I'm new to HTML and want to make semantically correct HTML, however I'm finding it hard to work with what seems to be only headings, lists and paragraphs.
Particularly, I can't find a place that makes sense for subtitles. I'm writing a blog site so lets use that as an example:
A BLOG TITLE
the best blog in the world
post_title1
post_title2
post_title3
Semantically 'A BLOG TITLE' is h1. It makes sense to me that the post_titleX are h2, but it doesn't feel right for the subtitle - 'the best blog in the world' to be classed at the same level as them.
The specification has changed quite a bit since the working draft that was up-to-date when this answer was first posted five years ago. As @Andre Figueiredo righly points out in the comments, the published HTML5.2 specification is very clear on this specific use case (emphasis added):
h1
–h6
elements must not be used to markup subheadings, subtitles, alternative titles and taglines unless intended to be the heading for a new section or subsection.
In short, use an appropriately classified p
element inside a header
element:
<header>
<h1>A BLOG TITLE</h1>
<p class="tagline">the best blog in the world</p>
</header>
<header>
<h1>A BLOG TITLE</h1>
<h2>the best blog in the world</h2>
</header>
When using HTML4 I personally tend to replace the h2
with p class="tagline"
, or something similar.
Edit: To motivate the use of h2
in HTML5, think of the title of Dr. Strangelove:
<h1>Dr. Strangelove</h1>
<?>Or: How I Learned to Stop Worrying and Love the Bomb</?>
Does a p
element make sense here? Not really — it's not a paragraph, it's a title. Does h2
work as-is? No, we might confuse it with subtitles of the text itself. So what do we do? We use h2
and group it with h1
using a header
element, thereby getting rid of the ambiguity concerning the subtitles in the text.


__Task instructions__:
For each line of the data below that holds "icon", copy the line.
-------- Material to process --------
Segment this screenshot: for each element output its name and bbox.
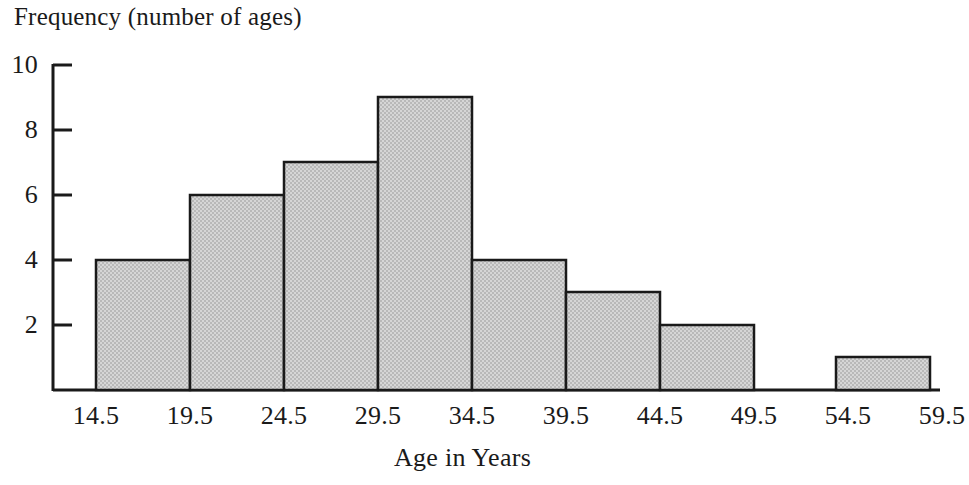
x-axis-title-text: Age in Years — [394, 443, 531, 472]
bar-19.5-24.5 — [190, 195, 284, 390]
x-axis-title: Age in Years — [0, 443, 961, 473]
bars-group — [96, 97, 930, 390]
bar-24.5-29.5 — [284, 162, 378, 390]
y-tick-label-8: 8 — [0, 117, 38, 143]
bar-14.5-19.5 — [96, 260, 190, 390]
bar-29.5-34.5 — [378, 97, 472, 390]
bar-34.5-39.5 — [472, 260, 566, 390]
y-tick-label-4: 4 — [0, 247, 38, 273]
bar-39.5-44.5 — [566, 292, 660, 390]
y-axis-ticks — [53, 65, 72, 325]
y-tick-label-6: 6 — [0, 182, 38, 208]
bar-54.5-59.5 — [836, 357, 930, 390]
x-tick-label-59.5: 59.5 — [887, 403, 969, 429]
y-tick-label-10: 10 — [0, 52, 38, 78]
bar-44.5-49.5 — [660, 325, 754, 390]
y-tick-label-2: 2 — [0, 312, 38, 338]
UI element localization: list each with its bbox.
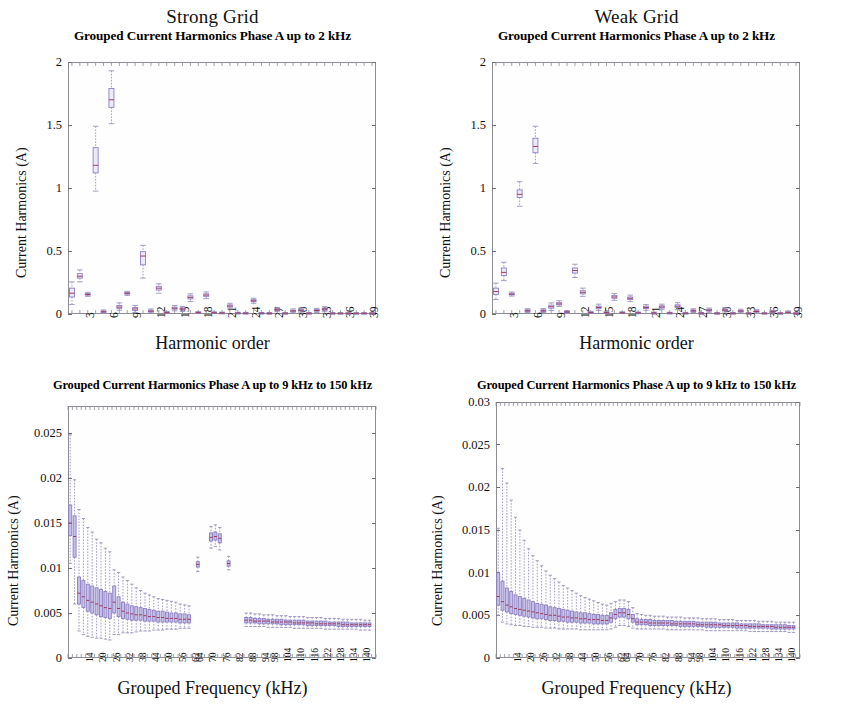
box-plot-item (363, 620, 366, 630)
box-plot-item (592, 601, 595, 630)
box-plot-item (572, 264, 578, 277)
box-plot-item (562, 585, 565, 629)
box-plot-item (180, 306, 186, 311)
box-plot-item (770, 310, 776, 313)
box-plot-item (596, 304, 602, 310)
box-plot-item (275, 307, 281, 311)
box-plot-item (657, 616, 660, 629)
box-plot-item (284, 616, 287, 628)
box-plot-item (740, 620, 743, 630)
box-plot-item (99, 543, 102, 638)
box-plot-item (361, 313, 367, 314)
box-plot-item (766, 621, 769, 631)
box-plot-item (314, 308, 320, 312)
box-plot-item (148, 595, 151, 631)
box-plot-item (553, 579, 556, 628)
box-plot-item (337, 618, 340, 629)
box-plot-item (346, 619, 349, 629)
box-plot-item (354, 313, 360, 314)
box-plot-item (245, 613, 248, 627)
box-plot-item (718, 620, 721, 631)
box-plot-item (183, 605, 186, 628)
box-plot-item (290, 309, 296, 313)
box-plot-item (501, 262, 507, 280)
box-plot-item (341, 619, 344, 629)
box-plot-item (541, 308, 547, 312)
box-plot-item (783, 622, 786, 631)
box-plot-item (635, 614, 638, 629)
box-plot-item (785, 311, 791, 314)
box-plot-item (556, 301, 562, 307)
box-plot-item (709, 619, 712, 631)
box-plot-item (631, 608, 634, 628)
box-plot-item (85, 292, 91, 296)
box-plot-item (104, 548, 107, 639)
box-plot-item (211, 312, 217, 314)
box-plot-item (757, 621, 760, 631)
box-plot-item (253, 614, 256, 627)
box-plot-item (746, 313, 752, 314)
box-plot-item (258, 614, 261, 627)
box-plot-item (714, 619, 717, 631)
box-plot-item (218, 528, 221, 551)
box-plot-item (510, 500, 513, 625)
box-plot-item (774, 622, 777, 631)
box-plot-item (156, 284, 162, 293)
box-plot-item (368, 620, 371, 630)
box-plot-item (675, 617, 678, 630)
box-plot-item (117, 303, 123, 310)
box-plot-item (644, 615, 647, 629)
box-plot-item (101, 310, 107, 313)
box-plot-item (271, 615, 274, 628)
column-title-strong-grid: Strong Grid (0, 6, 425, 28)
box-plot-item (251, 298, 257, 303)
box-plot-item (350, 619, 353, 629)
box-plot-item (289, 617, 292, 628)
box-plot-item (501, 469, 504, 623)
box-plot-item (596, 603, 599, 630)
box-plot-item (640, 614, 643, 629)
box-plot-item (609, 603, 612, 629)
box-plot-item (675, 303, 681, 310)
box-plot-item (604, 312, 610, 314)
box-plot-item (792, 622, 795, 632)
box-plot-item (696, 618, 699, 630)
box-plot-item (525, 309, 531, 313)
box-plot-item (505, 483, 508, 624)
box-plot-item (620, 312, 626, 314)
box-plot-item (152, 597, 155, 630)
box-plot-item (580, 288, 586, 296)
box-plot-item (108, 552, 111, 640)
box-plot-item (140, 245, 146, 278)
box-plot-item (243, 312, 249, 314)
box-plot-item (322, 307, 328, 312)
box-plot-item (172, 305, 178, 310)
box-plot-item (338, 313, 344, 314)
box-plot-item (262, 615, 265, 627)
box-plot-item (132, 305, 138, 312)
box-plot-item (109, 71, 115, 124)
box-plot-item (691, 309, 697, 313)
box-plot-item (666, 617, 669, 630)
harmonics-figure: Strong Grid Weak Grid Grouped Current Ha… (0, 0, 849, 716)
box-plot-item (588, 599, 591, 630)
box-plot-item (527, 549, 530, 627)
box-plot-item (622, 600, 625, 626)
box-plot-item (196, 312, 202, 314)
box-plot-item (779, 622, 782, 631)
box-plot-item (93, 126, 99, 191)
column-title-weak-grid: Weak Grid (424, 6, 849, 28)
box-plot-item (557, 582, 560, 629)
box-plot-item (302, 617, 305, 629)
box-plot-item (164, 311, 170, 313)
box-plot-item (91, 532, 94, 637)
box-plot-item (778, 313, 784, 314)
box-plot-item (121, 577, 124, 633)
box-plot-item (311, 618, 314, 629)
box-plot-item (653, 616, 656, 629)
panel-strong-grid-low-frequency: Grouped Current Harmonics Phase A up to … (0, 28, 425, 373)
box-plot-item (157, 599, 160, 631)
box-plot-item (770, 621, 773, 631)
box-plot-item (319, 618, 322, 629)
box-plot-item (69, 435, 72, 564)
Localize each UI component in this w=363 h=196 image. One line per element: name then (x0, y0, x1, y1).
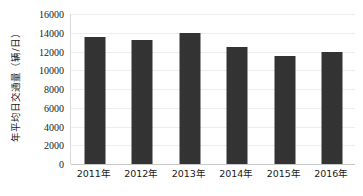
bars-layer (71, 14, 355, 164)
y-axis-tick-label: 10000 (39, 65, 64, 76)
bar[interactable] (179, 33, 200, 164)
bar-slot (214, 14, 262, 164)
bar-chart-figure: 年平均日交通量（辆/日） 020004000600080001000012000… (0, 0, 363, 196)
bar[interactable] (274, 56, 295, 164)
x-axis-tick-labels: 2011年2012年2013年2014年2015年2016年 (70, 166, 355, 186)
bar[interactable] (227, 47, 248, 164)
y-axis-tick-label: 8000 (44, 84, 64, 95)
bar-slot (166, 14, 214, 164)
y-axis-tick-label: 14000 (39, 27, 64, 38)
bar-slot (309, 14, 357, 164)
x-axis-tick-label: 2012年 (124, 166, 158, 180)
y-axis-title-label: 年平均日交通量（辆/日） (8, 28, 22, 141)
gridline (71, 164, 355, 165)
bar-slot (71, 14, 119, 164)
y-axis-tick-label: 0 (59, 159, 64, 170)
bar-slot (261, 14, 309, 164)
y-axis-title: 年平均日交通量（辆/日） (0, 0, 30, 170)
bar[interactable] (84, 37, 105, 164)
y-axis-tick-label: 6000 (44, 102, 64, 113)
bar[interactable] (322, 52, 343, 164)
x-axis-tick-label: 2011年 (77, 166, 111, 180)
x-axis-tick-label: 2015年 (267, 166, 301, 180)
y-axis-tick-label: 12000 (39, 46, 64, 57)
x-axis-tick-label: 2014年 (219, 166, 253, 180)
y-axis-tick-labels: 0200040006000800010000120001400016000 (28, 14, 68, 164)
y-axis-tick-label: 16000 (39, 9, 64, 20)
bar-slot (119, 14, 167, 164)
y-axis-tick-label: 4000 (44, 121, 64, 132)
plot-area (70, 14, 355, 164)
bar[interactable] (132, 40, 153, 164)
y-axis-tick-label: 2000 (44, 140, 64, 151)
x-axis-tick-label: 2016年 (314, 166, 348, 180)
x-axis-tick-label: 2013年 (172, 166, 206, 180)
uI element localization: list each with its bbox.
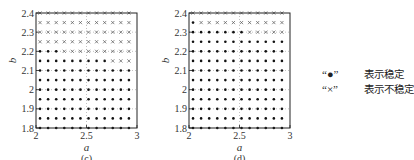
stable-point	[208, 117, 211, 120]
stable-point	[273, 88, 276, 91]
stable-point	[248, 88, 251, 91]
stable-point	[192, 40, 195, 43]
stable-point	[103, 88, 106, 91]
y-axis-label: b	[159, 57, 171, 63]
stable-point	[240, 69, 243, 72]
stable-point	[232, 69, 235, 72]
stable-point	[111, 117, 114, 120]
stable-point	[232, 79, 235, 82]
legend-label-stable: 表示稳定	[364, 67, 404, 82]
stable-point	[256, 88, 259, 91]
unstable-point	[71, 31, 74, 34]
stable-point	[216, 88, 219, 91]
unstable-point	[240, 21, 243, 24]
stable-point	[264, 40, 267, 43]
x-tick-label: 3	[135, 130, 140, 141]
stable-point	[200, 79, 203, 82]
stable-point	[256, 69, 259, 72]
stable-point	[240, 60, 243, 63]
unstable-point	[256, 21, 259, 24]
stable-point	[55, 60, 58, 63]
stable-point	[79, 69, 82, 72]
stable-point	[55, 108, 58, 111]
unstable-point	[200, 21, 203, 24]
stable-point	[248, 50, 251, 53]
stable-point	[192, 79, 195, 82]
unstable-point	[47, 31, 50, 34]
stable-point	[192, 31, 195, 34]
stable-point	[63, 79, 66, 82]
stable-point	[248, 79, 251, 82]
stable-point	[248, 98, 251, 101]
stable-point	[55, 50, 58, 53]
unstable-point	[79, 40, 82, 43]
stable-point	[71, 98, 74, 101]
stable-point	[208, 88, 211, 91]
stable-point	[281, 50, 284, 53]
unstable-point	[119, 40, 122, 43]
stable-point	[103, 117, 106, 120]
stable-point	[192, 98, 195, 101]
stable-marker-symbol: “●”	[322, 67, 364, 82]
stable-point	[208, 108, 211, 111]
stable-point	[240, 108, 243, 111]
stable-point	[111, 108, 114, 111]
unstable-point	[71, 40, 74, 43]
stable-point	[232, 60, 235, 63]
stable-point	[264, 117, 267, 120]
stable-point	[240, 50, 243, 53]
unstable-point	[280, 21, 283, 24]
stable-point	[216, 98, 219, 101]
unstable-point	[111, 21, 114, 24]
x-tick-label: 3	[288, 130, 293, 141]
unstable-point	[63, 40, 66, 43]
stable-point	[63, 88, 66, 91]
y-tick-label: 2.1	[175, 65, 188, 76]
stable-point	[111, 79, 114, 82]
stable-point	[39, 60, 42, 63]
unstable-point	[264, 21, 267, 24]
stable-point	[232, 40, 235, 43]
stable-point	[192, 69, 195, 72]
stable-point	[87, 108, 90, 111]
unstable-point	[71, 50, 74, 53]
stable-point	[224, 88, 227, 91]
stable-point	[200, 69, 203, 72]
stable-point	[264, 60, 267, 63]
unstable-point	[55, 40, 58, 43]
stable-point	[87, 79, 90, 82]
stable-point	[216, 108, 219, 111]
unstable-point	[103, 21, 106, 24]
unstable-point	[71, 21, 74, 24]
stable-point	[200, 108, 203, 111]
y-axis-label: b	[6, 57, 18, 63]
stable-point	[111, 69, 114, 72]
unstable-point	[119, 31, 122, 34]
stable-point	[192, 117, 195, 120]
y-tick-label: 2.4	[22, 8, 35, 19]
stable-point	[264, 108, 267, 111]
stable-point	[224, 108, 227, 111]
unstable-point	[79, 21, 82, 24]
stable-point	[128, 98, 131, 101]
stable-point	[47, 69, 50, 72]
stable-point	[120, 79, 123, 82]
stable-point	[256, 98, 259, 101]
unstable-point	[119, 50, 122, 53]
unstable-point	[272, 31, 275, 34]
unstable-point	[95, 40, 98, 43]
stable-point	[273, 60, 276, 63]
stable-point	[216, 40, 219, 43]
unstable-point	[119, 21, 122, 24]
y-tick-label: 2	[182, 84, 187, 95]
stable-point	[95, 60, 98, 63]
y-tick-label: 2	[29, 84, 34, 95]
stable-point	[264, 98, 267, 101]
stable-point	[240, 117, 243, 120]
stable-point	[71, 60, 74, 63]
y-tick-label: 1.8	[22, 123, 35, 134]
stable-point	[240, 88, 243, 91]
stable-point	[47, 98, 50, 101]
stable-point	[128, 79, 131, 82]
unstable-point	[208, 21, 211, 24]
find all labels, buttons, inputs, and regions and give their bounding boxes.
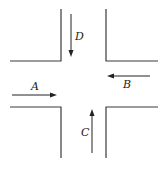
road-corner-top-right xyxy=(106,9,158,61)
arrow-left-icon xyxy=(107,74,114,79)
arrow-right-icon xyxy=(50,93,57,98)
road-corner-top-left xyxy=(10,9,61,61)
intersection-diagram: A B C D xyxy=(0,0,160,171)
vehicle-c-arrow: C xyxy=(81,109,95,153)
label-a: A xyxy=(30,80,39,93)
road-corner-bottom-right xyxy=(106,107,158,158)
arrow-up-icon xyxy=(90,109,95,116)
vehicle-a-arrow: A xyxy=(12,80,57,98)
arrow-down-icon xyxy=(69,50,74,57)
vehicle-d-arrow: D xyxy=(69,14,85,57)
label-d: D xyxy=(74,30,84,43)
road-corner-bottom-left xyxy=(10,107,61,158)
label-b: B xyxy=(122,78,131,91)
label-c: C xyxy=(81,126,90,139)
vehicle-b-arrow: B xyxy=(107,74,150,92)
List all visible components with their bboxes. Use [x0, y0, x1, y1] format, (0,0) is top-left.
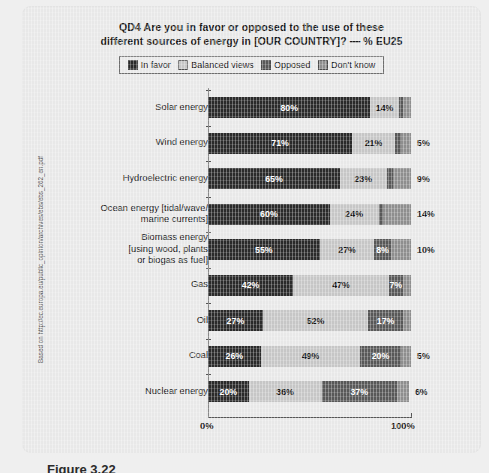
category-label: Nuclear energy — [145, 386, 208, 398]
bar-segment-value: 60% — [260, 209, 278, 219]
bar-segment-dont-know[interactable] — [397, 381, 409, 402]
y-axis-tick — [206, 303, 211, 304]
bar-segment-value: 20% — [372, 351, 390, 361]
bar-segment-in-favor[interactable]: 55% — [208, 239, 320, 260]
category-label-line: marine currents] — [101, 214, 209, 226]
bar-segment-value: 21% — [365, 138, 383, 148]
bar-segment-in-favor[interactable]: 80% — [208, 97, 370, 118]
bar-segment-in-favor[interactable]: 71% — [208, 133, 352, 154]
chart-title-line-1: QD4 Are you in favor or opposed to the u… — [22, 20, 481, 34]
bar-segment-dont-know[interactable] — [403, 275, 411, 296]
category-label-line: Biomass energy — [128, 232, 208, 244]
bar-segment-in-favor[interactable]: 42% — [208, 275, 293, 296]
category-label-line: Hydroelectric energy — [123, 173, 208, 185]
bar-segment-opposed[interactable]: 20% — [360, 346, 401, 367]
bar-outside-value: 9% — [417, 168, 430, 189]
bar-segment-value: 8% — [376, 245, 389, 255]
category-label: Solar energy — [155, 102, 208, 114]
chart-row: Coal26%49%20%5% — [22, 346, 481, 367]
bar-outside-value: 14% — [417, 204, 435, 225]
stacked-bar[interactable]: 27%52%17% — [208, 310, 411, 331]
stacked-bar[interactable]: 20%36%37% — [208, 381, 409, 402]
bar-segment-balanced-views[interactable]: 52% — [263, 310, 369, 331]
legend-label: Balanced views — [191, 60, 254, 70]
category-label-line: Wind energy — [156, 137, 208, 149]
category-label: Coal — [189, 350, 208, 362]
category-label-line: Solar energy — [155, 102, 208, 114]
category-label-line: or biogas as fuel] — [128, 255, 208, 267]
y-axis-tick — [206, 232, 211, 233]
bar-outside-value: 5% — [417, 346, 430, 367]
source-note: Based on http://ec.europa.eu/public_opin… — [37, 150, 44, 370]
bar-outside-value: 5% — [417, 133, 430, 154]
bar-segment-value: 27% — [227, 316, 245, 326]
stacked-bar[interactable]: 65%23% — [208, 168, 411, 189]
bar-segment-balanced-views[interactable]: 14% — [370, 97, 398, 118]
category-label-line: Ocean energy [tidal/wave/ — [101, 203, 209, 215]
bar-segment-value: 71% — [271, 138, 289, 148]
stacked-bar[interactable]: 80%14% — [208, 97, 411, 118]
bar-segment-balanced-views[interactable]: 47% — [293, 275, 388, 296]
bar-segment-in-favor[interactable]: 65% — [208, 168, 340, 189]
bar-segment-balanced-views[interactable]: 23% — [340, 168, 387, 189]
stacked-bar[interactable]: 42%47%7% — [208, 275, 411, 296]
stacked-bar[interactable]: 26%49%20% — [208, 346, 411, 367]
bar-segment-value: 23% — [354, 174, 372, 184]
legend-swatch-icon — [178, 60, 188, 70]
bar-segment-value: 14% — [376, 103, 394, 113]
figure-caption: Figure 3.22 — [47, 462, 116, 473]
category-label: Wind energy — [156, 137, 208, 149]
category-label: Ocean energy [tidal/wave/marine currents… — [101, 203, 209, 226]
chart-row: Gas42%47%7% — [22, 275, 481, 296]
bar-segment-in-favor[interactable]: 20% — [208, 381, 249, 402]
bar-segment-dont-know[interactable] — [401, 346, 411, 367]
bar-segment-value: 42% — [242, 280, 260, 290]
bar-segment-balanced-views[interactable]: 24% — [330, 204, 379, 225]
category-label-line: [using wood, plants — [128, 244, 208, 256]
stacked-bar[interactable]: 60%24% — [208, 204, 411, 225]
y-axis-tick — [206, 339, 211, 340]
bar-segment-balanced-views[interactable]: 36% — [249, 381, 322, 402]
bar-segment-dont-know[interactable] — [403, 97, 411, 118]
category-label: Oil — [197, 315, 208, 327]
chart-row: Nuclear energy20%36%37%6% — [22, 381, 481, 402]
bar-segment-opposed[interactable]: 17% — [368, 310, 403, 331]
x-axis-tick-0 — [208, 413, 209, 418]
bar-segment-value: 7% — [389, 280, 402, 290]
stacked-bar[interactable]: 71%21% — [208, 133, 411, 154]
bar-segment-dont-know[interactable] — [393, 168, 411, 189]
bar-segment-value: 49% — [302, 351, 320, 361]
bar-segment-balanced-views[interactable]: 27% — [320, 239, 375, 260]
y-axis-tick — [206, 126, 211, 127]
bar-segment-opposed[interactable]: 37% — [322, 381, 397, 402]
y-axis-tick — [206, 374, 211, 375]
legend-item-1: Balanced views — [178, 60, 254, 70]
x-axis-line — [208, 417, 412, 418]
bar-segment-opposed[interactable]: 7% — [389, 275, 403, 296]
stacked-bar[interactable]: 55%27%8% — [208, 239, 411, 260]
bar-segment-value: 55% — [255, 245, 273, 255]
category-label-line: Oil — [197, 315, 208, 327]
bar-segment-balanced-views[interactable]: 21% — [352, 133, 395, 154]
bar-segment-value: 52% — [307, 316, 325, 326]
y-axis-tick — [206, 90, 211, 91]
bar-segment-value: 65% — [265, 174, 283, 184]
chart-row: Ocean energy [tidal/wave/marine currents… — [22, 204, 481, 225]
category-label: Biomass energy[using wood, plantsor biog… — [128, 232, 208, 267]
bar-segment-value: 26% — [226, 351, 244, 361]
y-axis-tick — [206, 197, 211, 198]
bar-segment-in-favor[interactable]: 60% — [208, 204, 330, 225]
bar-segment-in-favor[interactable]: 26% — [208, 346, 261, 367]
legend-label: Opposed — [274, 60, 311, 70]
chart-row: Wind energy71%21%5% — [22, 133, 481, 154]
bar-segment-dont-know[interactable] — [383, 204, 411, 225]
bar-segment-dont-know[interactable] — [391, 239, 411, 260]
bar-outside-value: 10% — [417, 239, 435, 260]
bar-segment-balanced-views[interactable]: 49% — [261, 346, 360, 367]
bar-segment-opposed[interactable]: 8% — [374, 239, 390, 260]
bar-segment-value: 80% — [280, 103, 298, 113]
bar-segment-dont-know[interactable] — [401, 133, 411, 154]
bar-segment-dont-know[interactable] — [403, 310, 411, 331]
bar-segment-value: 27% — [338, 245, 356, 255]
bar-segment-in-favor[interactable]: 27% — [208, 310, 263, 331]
--------
__Written answer__:
arrow-left-icon xyxy=(107,74,114,79)
arrow-right-icon xyxy=(50,93,57,98)
arrow-up-icon xyxy=(90,109,95,116)
arrow-down-icon xyxy=(69,50,74,57)
legend-swatch-icon — [178, 60, 188, 70]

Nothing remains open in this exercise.